Isaiah the Jew, whose arrest had been urgently commanded by the king, continued to defy all the zeal of the royal officers. Truth to tell, that was not great. More than one captain of the “Street Wardens” had been beholden to Daniel or his late colleague, Shadrach, for one service or another, and were loath to bring the young Hebrew within Khatin’s gentle mercies. Likewise, not a Jew in Babylon, barring a few recreants, would have betrayed the youth, who passed amongst them as a veritable prophet of Jehovah, hardly less inspired than Daniel himself. When a new levy of forced labour was proclaimed, and scarce a Hebrew but had to choose betwixt toilsome days in a broiling sun and the offering of a little corn to Marduk, Isaiah had gone up and down by night among their little cottages along the Street of Kisch, exhorting, warning, encouraging. “Endure a little longer,” was his message, “a few more trials to prove their devotion, and God would recall them to His mercy.”

Such was the burden of Isaiah, and to Avil-Marduk’s discomfiture scarcely a Hebrew chose apostasy, though the “whip-masters” had been ordered to be trebly harsh. The pontiff gnashed his teeth and swore by all the Anunnaki that he would yet break this Jewish stubbornness.
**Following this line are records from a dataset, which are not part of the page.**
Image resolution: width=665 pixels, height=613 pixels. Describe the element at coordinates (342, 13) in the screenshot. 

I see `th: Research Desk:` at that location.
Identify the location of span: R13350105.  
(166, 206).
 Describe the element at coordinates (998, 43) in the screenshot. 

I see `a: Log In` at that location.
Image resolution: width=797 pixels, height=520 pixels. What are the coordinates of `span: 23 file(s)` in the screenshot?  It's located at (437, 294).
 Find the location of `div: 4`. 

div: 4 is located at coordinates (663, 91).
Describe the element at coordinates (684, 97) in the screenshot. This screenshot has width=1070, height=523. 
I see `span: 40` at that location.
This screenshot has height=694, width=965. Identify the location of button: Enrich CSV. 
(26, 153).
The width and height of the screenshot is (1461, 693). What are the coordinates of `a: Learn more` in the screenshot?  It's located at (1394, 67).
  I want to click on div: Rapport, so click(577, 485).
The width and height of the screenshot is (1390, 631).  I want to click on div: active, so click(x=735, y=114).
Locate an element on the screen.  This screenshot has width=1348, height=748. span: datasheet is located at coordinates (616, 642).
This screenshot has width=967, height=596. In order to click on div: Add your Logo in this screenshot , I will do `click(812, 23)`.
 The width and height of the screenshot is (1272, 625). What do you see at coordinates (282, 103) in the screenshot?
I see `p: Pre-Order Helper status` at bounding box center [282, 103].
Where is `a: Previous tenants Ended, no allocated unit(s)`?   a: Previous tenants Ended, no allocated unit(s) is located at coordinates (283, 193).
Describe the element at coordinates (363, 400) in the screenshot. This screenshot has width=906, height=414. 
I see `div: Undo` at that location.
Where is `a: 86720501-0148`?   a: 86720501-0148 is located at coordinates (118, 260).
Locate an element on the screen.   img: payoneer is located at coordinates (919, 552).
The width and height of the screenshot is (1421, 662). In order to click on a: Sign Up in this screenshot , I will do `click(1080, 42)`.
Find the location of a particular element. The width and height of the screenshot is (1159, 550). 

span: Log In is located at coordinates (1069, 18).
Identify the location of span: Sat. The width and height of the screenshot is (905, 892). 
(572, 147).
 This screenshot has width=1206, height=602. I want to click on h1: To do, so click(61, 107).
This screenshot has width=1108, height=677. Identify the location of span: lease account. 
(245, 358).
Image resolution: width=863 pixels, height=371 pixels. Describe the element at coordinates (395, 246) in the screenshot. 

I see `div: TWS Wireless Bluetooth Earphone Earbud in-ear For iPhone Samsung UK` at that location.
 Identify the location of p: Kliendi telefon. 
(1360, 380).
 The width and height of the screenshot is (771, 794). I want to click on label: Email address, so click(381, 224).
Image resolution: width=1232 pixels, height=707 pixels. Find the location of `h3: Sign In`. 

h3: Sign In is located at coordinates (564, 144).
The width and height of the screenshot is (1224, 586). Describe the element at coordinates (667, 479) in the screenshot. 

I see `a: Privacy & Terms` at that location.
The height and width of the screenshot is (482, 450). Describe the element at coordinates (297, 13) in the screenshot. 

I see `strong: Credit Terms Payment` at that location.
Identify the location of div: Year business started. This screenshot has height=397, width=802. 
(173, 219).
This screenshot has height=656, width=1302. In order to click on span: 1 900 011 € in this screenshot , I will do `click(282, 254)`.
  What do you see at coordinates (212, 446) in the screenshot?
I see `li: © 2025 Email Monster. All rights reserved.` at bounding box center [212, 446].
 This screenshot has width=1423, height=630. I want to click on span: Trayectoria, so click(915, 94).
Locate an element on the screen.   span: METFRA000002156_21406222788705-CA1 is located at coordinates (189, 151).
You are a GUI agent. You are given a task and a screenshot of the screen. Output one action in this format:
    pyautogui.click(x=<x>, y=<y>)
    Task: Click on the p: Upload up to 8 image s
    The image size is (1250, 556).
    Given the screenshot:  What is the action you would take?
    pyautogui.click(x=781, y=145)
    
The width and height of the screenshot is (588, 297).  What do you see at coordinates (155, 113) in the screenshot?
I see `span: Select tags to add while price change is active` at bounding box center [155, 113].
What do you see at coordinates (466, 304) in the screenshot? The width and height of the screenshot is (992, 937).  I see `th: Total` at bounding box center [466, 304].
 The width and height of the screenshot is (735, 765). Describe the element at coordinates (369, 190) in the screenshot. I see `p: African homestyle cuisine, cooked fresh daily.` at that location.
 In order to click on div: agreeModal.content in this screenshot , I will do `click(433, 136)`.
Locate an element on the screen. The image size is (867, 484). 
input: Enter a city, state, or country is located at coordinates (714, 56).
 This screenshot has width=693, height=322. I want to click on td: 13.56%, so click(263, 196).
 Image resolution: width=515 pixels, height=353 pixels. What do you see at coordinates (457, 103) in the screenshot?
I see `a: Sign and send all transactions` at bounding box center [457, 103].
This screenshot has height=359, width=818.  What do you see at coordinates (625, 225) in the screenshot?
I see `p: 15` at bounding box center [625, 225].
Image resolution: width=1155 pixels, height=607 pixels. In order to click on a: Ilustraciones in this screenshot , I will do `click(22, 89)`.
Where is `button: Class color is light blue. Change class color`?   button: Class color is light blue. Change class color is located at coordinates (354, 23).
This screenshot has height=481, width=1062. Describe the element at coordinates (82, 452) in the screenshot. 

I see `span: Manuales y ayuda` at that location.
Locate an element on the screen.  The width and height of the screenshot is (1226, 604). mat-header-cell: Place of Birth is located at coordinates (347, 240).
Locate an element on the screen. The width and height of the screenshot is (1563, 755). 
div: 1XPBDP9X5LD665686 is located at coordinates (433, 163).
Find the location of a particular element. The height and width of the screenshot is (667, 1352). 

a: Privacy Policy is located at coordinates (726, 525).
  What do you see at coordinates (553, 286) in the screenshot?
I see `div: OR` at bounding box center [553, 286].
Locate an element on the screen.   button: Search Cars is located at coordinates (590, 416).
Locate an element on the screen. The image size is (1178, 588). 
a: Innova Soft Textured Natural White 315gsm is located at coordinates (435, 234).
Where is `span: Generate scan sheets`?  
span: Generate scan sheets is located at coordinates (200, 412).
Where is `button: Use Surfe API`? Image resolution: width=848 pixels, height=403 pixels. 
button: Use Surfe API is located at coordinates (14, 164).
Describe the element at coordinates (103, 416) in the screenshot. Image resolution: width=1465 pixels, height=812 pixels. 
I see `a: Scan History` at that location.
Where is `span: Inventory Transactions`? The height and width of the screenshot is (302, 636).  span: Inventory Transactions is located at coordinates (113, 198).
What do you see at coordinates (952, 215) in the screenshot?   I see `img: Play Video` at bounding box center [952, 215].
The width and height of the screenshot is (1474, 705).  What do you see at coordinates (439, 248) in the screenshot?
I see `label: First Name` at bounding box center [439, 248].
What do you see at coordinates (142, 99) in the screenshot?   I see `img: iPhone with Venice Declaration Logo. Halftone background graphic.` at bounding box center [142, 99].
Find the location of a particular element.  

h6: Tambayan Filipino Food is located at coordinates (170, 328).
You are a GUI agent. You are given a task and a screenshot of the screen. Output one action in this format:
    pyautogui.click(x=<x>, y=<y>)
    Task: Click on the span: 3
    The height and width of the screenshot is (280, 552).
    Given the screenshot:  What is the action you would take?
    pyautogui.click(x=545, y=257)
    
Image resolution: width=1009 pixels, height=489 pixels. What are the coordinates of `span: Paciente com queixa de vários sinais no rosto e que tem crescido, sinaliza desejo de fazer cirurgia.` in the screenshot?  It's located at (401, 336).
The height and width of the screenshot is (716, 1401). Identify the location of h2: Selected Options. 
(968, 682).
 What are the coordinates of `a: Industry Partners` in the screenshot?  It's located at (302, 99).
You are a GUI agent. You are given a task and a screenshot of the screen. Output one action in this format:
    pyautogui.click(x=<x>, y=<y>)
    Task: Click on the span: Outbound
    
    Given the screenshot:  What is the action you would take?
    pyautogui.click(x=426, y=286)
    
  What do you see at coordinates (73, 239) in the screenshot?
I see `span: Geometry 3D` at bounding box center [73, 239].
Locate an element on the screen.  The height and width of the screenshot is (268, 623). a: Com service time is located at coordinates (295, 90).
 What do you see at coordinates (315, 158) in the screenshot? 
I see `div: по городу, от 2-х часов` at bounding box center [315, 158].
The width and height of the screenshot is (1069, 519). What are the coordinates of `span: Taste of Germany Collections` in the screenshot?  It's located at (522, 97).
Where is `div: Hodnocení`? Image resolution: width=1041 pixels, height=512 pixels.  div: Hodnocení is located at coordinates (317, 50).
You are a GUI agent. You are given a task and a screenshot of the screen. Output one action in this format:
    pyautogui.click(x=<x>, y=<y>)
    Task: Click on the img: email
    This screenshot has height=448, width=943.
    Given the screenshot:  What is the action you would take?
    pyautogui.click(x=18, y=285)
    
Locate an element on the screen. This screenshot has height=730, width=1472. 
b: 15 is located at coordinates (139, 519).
“Arrest Isaiah, living or dead,” fulmined the mandate again from the palace, but the royal thunders spent themselves in noise. Isaiah had found a safe refuge, the house of Dagan-Milki, a Babylonish schoolmaster, and confessedly one of the most devoted servants of the gods in Babylon. Once upon a day Isaiah had saved the goodman’s only son from the Euphrates, and now Dagan repaid the debt of gratitude. He conducted a little day school by the Borsippa Canal, where fifty boys and girls buzzed from morning till night, learning their lists of syllables, and the “Book of Fables” and the “Book of Countries and Rivers”; for there were few parents in Babylon that let even a daughter grow up so ignorant that she could not sign a letter, and had to content herself with her “nail-mark.” Dagan announced that his scholars had grown so numerous that he needed an assistant, to aid him to correct their tablets. The young man he took into his family seldom showed himself to the pupils; if he had, who would have thought of connecting him with the fugitive Hebrew? Dagan was such a pious man! But a terrible day came to Isaiah when a secret messenger of Imbi-Ilu contrived to search him out, and he heard the story of the abduction of Ruth. Imbi had done what he could, but to have pushed the inquiries about her far would have brought the case to the ears of the king, and that were sheerest madness. Friendly eunuchs reported that no such maid as the Jewess had been introduced into the royal harem. Neither Isaiah nor Imbi knew what to hope or to fear. Isaiah said little of his grief, but he went about with a face seven years older than his wont; and Dagan-Milki, worthy soul, was troubled for him and had wordy comfort.